Ruide Cao, Zhuyun Qi, Qinyang He, Chenxi Ling, Yi Wang, Guoming Tang

TL;DR

This work addresses the challenge of exact response-time analysis for hybrid-triggered (HT) jobs in non-preemptive, jittery environments where some HT jobs may be absent. It extends the schedule-abstraction graph (SAG) framework to a Hybrid SAG that explicitly accounts for absences by creating separate states, preserving exactness while maintaining practical scalability. The authors implement these ideas in SAGkit, a Python toolkit with distinct constructors (original, extended, hybrid) and a suite of utilities for job generation, scheduling, and visualization, and validate them on HT-heavy workloads with up to 1000 jobs. The results show that Hybrid SAG achieves exact RTA with acceptable overhead and improves practical applicability for complex distributed control systems, offering an open-source platform for further research and extension.

Abstract

For distributed control systems, modern latency-critical applications are increasingly demanding real-time guarantees and robustness. Response-time analysis (RTA) is useful for this purpose, as it helps analyze and guarantee timing bounds. However, conventional RTA methods struggle with the state-space explosion problem, especially in non-preemptive systems with release jitter and execution time variations. In this paper, we introduce SAGkit, a Python toolkit that implements the schedule-abstraction graph (SAG) framework. SAGkit novelly enables exact and sustainable RTA of hybrid-triggered jobs by allowing job absence on the SAG basis. Our experiments demonstrate that SAGkit achieves exactness with acceptable runtime and memory overhead. This lightweight toolkit empowers researchers to analyze complex distributed control systems and is open-access for further development.
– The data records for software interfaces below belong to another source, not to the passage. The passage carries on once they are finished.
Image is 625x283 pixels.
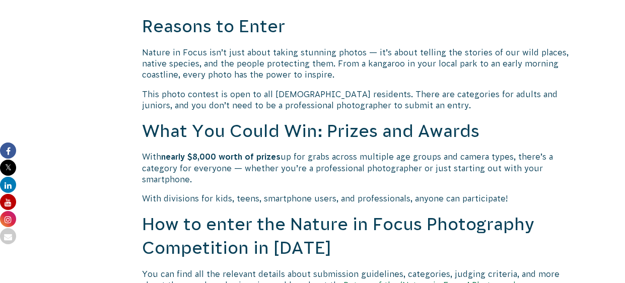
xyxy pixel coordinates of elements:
[142,119,574,143] h2: What You Could Win: Prizes and Awards
[161,152,280,161] strong: nearly $8,000 worth of prizes
[142,89,574,111] p: This photo contest is open to all [DEMOGRAPHIC_DATA] residents. There are categories for adults a...
[142,193,574,204] p: With divisions for kids, teens, smartphone users, and professionals, anyone can participate!
[142,212,574,260] h2: How to enter the Nature in Focus Photography Competition in [DATE]
[142,47,574,81] p: Nature in Focus isn’t just about taking stunning photos — it’s about telling the stories of our w...
[142,15,574,39] h2: Reasons to Enter
[142,151,574,185] p: With up for grabs across multiple age groups and camera types, there’s a category for everyone — ...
SAGkit: A Python SAG Toolkit for Response Time Analysis of Hybrid-Triggered Jobs

TL;DR

This work addresses the challenge of exact response-time analysis for hybrid-triggered (HT) jobs in non-preemptive, jittery environments where some HT jobs may be absent. It extends the schedule-abstraction graph (SAG) framework to a Hybrid SAG that explicitly accounts for absences by creating separate states, preserving exactness while maintaining practical scalability. The authors implement these ideas in SAGkit, a Python toolkit with distinct constructors (original, extended, hybrid) and a suite of utilities for job generation, scheduling, and visualization, and validate them on HT-heavy workloads with up to 1000 jobs. The results show that Hybrid SAG achieves exact RTA with acceptable overhead and improves practical applicability for complex distributed control systems, offering an open-source platform for further research and extension.

Abstract

For distributed control systems, modern latency-critical applications are increasingly demanding real-time guarantees and robustness. Response-time analysis (RTA) is useful for this purpose, as it helps analyze and guarantee timing bounds. However, conventional RTA methods struggle with the state-space explosion problem, especially in non-preemptive systems with release jitter and execution time variations. In this paper, we introduce SAGkit, a Python toolkit that implements the schedule-abstraction graph (SAG) framework. SAGkit novelly enables exact and sustainable RTA of hybrid-triggered jobs by allowing job absence on the SAG basis. Our experiments demonstrate that SAGkit achieves exactness with acceptable runtime and memory overhead. This lightweight toolkit empowers researchers to analyze complex distributed control systems and is open-access for further development.

Paper Structure

This paper contains 13 sections, 1 equation, 5 figures, 4 tables.

Figures (5)

  • Figure 1: Original SAG.
  • Figure 2: Hybrid SAG.
  • Figure 3: A plain example where all jobs are free of release jitter and execution time variations.
  • Figure 4: A more realistic example where all jobs have release jitter and execution time variations.
  • Figure 5: Construction time and number of vertices for all cases using different construction algorithms.